When people think about building a website, they think about design, content, and maybe SEO. Almost nobody thinks about hosting. It's invisible when it works and catastrophic when it doesn't — and most businesses are one bad server day away from finding out the hard way.
Hosting is the foundation everything else sits on. Get it wrong and it doesn't matter how good your design is.
What Hosting Actually Does
Your hosting provider stores your website's files and serves them to visitors. Every time someone types your URL or clicks a link to your site, a request goes to a server somewhere, and that server delivers your pages. The speed, reliability, and security of that delivery is entirely determined by your host.
Think of it like real estate. Your website is the building. Hosting is the land it sits on. A beautiful building on unstable land is still a problem.
Speed: The SEO and Conversion Factor
Google's Core Web Vitals — the set of performance metrics that directly affect your search rankings — are largely a reflection of hosting quality. A slow server produces slow pages, full stop. You can optimize every image, minify every file, and implement every caching trick in the book, but if your host is underpowered, there's a ceiling on how fast your site can get.
The numbers are stark. Studies consistently show that a one-second delay in page load time can reduce conversions by 7%. For an e-commerce site doing $50,000 a month, that's $3,500 left on the table every month because of a slow host.
Even for service businesses where the "conversion" is a phone call or contact form submission, a slow site creates friction. People leave. They find someone else. And they do it before you ever know they were there.
Security: The Risk Nobody Plans For
Cheap shared hosting — the kind that costs $3–5 a month — puts your site on a server with thousands of other websites. If any of those sites get hacked, the entire server can be compromised. Your site gets flagged by Google, blacklisted by browsers, and you spend a week in a panic trying to clean it up.
Better hosting providers offer:
- SSL certificates — included and auto-renewed, not an upsell
- Automated malware scanning and removal
- Firewall protection at the server level
- Isolated hosting environments — your site isn't affected by your neighbors
- Automatic backups — daily, with one-click restore
For a WordPress site especially, security is a constant concern. Managed WordPress hosting — where the provider handles WordPress updates, security patches, and performance optimization — removes that burden entirely.
Reliability: Uptime Is Non-Negotiable
Your website being down at 2 p.m. on a Tuesday when a potential client is trying to reach you is a real problem. Cheap hosts advertise "99% uptime," which sounds impressive until you do the math: 99% uptime means your site can be down for 87 hours per year. That's over three and a half days.
Quality managed hosting providers target 99.9% uptime — which translates to less than 9 hours of downtime per year, typically in small increments during maintenance windows. The difference matters.
What We Recommend
For most of our clients, we recommend DreamHost. Here's why:
- Solid uptime track record — consistently above 99.9%
- Fast SSD storage on all plans
- Free SSL on every domain
- DreamPress (managed WordPress hosting) includes automated backups, built-in caching, and staging environments for testing changes before they go live
- US-based company with real support
- Transparent pricing — what you see is what you pay
The staging environment is worth calling out specifically. A staging site is an exact copy of your live website where you can test updates, design changes, or new content without risking anything on the live site. Most cheap hosts don't offer this. DreamPress includes it. For any business that updates their site regularly, it's invaluable.
Squarespace and the All-In-One Tradeoff
Squarespace handles hosting as part of the package, which is convenient. The tradeoff is that you're locked into their infrastructure, with no ability to optimize beyond their defaults, no staging environment, and limited control over server-level performance settings. For a simple brochure site, it's fine. For a site where performance and SEO are real priorities, the limitations start to show.
The Bottom Line
Good hosting costs more than bad hosting — usually $15–30 a month versus $3–5. The difference in peace of mind, performance, and security is worth multiples of that difference in monthly cost. The question isn't whether you can afford good hosting. It's whether you can afford the cost of bad hosting when something goes wrong.
We've never had a client regret investing in good hosting. We've had plenty who regretted the cheap option after the fact.
If you're not sure what your current hosting situation looks like — or if you're building something new and want it on solid ground — we're happy to take a look and make a recommendation.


- WHAT IS EXPECTED
All entries are to be transcribed verbatim, but images are not carried over.

Start of RECORDS FOR PROCESSING

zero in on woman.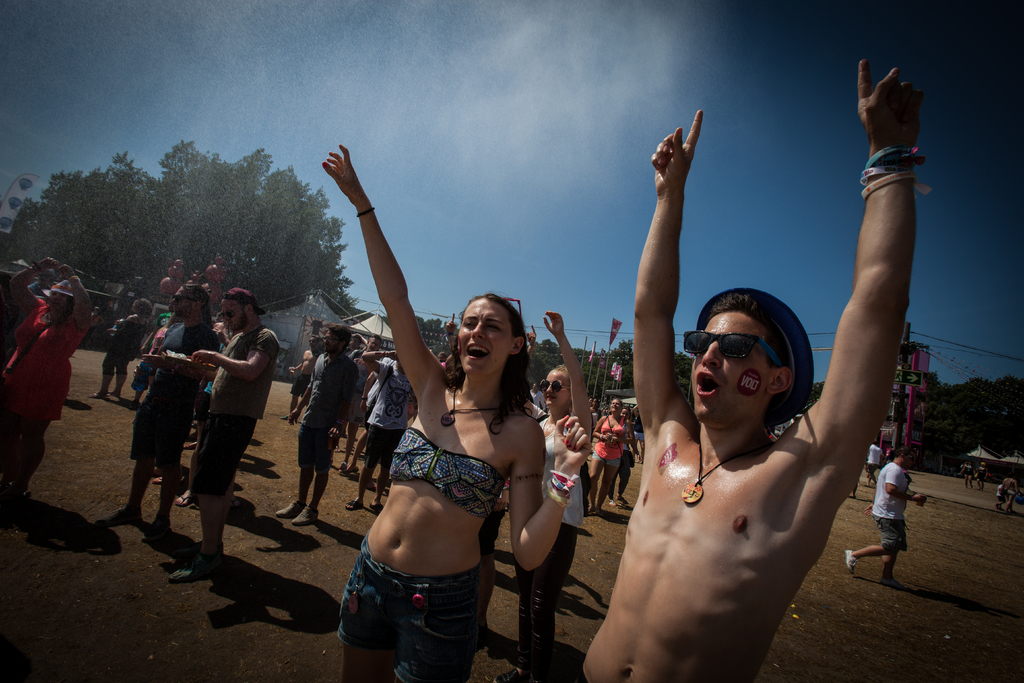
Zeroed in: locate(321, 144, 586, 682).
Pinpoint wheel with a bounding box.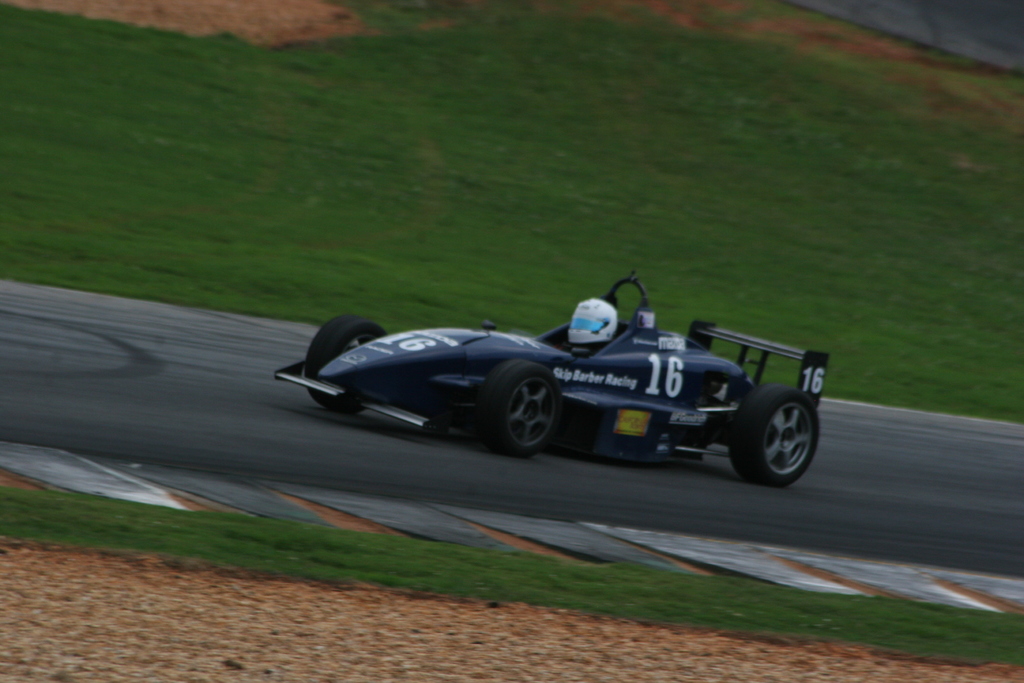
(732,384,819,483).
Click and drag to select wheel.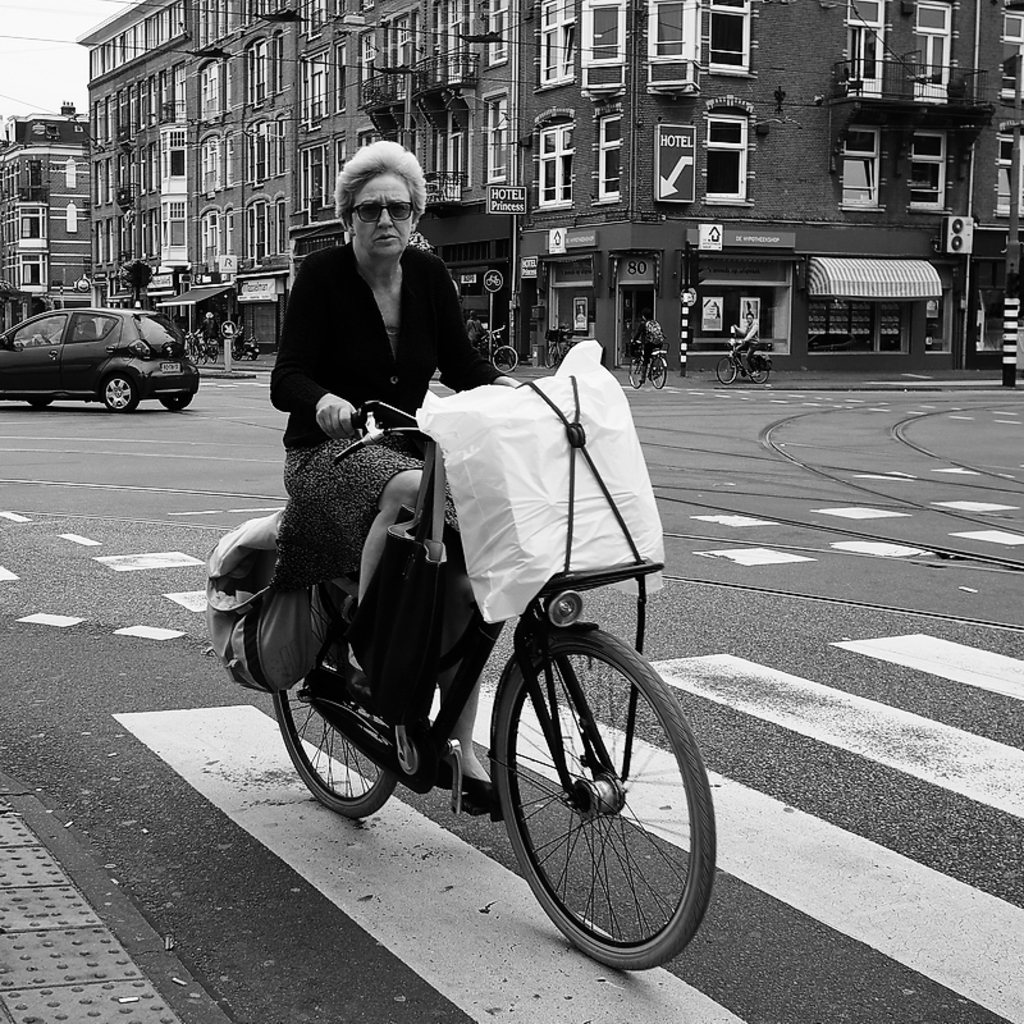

End of RECORDS FOR PROCESSING

- FINAL ANSWER
zero in on woman.
Zeroed in: locate(321, 144, 586, 682).
Pinpoint wheel with a bounding box.
(732,384,819,483).
Click and drag to select wheel.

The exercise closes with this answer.